Madre Grande Monastery
Grounds and Facilities:
Madre Grande Monastery
is located on 264 wooded acres in a low mountain valley in San Diego's
southeastern backcountry.
|
 |
Madre Grande Monastery features
meadows and oaks, three seasonal lakes, cold water springs, miles of hiking trails, and
surrounding hills dotted with standing stones. These softly rounded giants have been
weathering away four times longer than the Himalalayas have been above water. Madre Grande
was a place for gathering and grinding acorns by the Kumeyaay tribes in their seasonal
migrations between the desert and the sea. Since 1975, the monks of Madre Grande
have preserved and protected this land as their home, the headquarters of their Order, and
as a place of pilgrimage and retreat.
The monastery facilities
include a shower house, meeting rooms, library, domes, sweat lodges, a wood-fired hot tub,
little stone huts, an outdoor stage, Bell Garden, and a number of little shrines, medicine
wheels, power circles and meditation areas.
The property itself is nestled
in a fold of the Dulzura hills, up a two mile dirt driveway off Highway 94. The community
of Jamul is only 10 minutes from Dulzura, with multiplex cinemas and shopping malls.
But just outside Jamul the countryside turns pastoral and civilization melts away.
Below is a short sample of
photos of the monastery grounds, each worth at least a thousand words. And yet, none of
them do justice to the power and beauty of this sacred place.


# DIRECTIONS FOR THIS TASK
Only the stretch of the listing below that runs from the line with "Help me find man in this image." through the line with "Could you detect" is to be printed, exactly and with both ends.

# PROVIDED DATA
· · · · ·

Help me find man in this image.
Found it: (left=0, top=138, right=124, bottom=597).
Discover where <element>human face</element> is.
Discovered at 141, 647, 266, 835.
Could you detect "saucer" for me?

· · · · ·

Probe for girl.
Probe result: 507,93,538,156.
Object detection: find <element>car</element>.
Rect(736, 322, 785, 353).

· · · · ·

# EXERCISE ANSWER
Help me find man in this image.
Found it: (left=0, top=138, right=124, bottom=597).
Discover where <element>human face</element> is.
Discovered at 141, 647, 266, 835.
Could you detect "saucer" for me?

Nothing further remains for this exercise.